Paul Damien, a UT business professor, has written a new book, "Help!," that exposes the motivations of authors of self-help literature.

Paul Damien, a UT business professor, has some tips on how to write a best-selling self-help book. He suggests that you start by making an outlandish claim (path to immortality, secret of the universe, shoot lightning from your hand) then master the linguistic gibber of the guru: Searching for the selfless self and the egoless "I" will align your energy with the wave function of your chakra, and lightning will spring from your hands. Oh, and if it doesn't, you did something wrong.

Damien's new book, "Help!," is a blistering indictment of modern guruism. He dissects the arguments of several best-selling self-help authors, including Deepak Chopra, Rhonda Byrne and Fritjof Capra, accusing them of praying on people's fears for personal profit. Damien's tone is lighthearted and humorous as he dismantles the techniques used by these self-proclaimed gurus.

The idea for "Help!" began when Damien read some self-help books to contrast them with theology.

"I read quite a few of them, and my initial disbelief turned to a burning desire to discredit and disprove these people," Damien said. "I felt that debunking the self-help book is itself a form of self-help."

This burning desire turned into a systematic study of the methods used to generate a successful, Oprah-quality best seller. And what sets the best sellers apart?

"Clever marketing," Damien said. "As professor in the business school, I am telling you it is just clever marketing. These books are a dime a dozen, and very few of them make it to the top. The ones that do have a good marketing strategy."

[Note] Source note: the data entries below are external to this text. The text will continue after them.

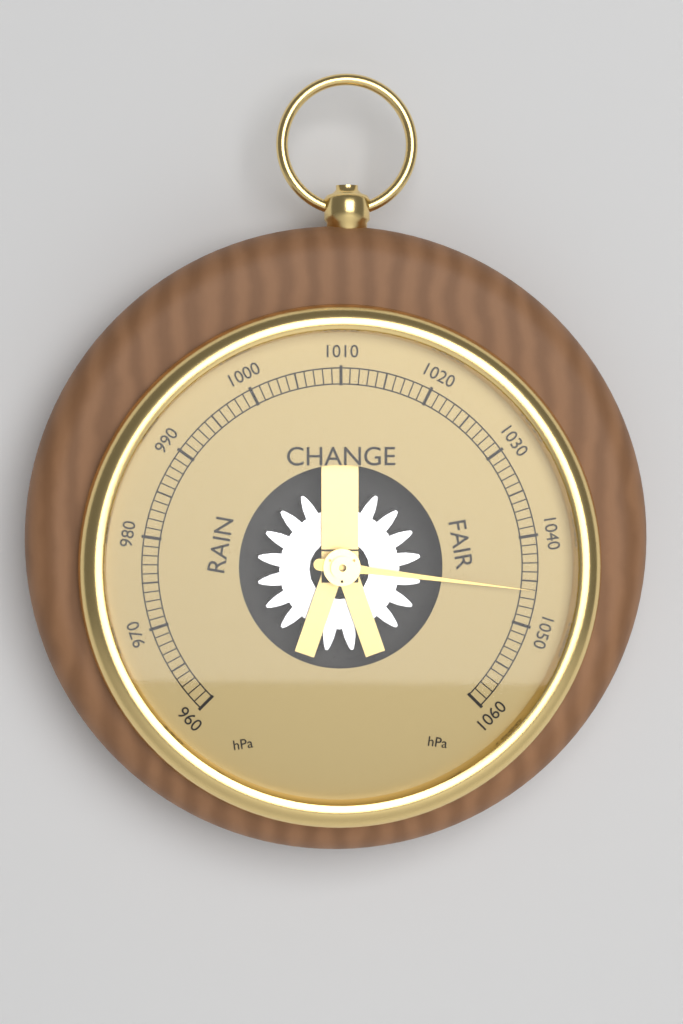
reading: 1046 hPa
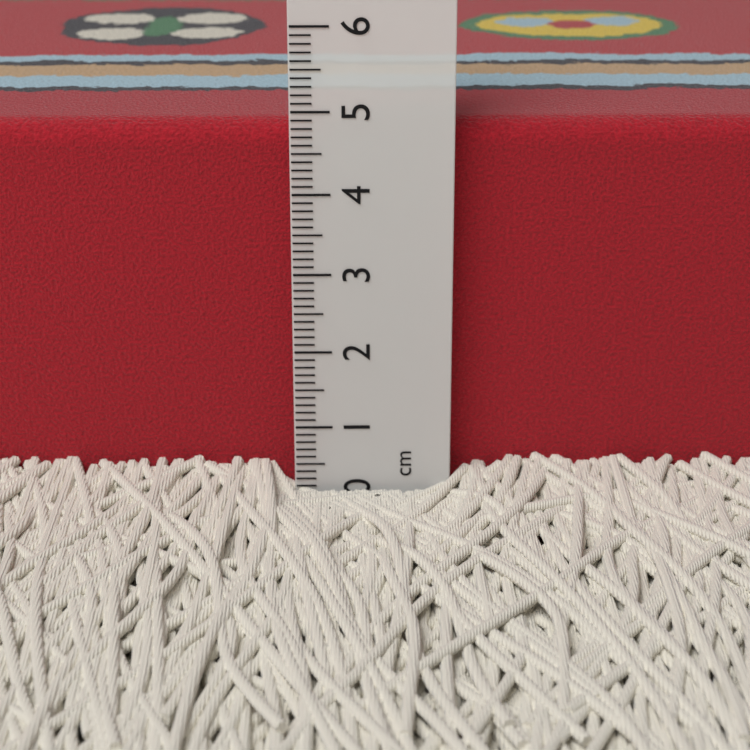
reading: 4.8 cm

Damien explained how Chopra was already marketing guruism before he even wrote his first book.

"He was a follower of Maharishi Mahesh Yogi, who was one of the biggest intellectual con artists of all time," Damien said. "Chopra was his salesman and he made his first couple of million dollars selling Yogi's products. He had copyrighted the word "ayur-veda," and then he marketed all these products under the guise of healing and youthfulness. From there it was easy for him to get into the mainstream of self-help gurus. Then he appeared on Oprah and his book sold like 130 thousand copies in an hour."

But Damien sees the dangers of this kind of thought in other places, namely business schools. He jokes that MBA stands for Master of Buzzword Analysis and BBA for Basic Buzzword Analysis.

"I strongly believe that this use of buzzwords is diluting the ideas and concepts in economics or mathematics, so when we talk about these ideas in class in business schools, we give them such a watered-down version," Damien said.

Damien's example of a buzz phrase that has overtaken its deeper and more fundamental meaning is "expectancy theory of motivation."

"This is nothing more than a very simple idea in economics, which is to optimize things that add value to your life, your utility," Damien said.

Damien believes that the blame for this abandonment of rigor lies with both faculty and students. The students want things given to them in pieces that don't require too much thought, and the professors oblige. Supply and demand. Consequence-driven motivational selection. Man, buzzword creation is fun.

The bottom line, as Damien sees it, is that self-help authors are manipulating people's fears to make money. But if it is so easy to make money this way, why isn't Damien writing self-help books?

"I think there are more pleasant ways of making a million dollars," he said. "Writing a self-help book is easy to do if you know how to manipulate words, but I find the task rather distasteful."